Before you take a candidate call, know:

●        What you're evaluating

●        Who’s evaluating it

●        How you’ll score it

A simple, aligned scorecard eliminates the “vibe-based” hiring decisions that sink early-stage teams later.

4. Be realistic—and competitive—with compensation.

Comp adjusted across the market this year, especially for early-stage companies facing tougher conditions.
 To attract money-motivated reps, you need:

●        Realistic quotas for a build-from-scratch motion

●        A comp plan tied to achievable outcomes

●        True accelerators for overachievement

Talent respects transparent math.

5. Use a recruitment partner who can amplify your message.

Not because I want all your business in 2026 (although I won’t turn it down), but because at Series A the founder or GTM leader is still carrying everything.

Your bandwidth is limited.
 Your brand is still forming.
 Every hire shapes your trajectory.

A strong search partner protects your time, your reputation in the market, and the candidate experience—while ensuring the first wave of hires extends far beyond your personal network.

Final Thought

Series A is the stage where every hire counts. Your story, your process, your compensation, and your partner all influence whether you attract builders—or miss out on them.

If you're scaling your first GTM team or entering the next chapter post-funding, I’m always open to sharing what I’m seeing in the market and how others are approaching it.

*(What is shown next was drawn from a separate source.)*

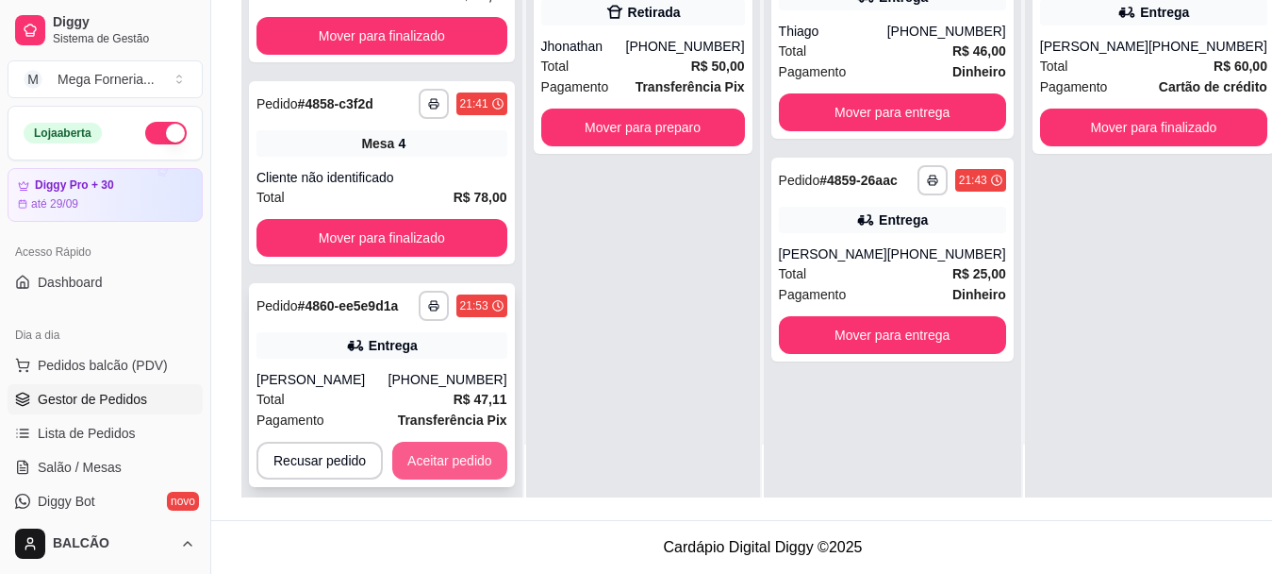  What do you see at coordinates (103, 365) in the screenshot?
I see `span: Pedidos balcão (PDV)` at bounding box center [103, 365].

Salary context for Series A GTM hiring

One of the biggest challenges founders face at Series A is calibrating compensation in a market that’s still resetting. To help with that, we’ve recently published the Stanton House Cybersecurity & AI Startup Salary Guide 2026, which includes US salary benchmarks and recruiting insights across Sales, Sales Engineering, Marketing, and Customer Success, alongside Product, Engineering, and AI roles. It’s designed specifically for venture-backed and PE-backed cybersecurity and AI companies, and provides context on how compensation, role scope, and skill expectations are shifting as teams scale. For founders building their first GTM function — or candidates assessing what “competitive” really looks like in 2026 — it’s a useful reference point.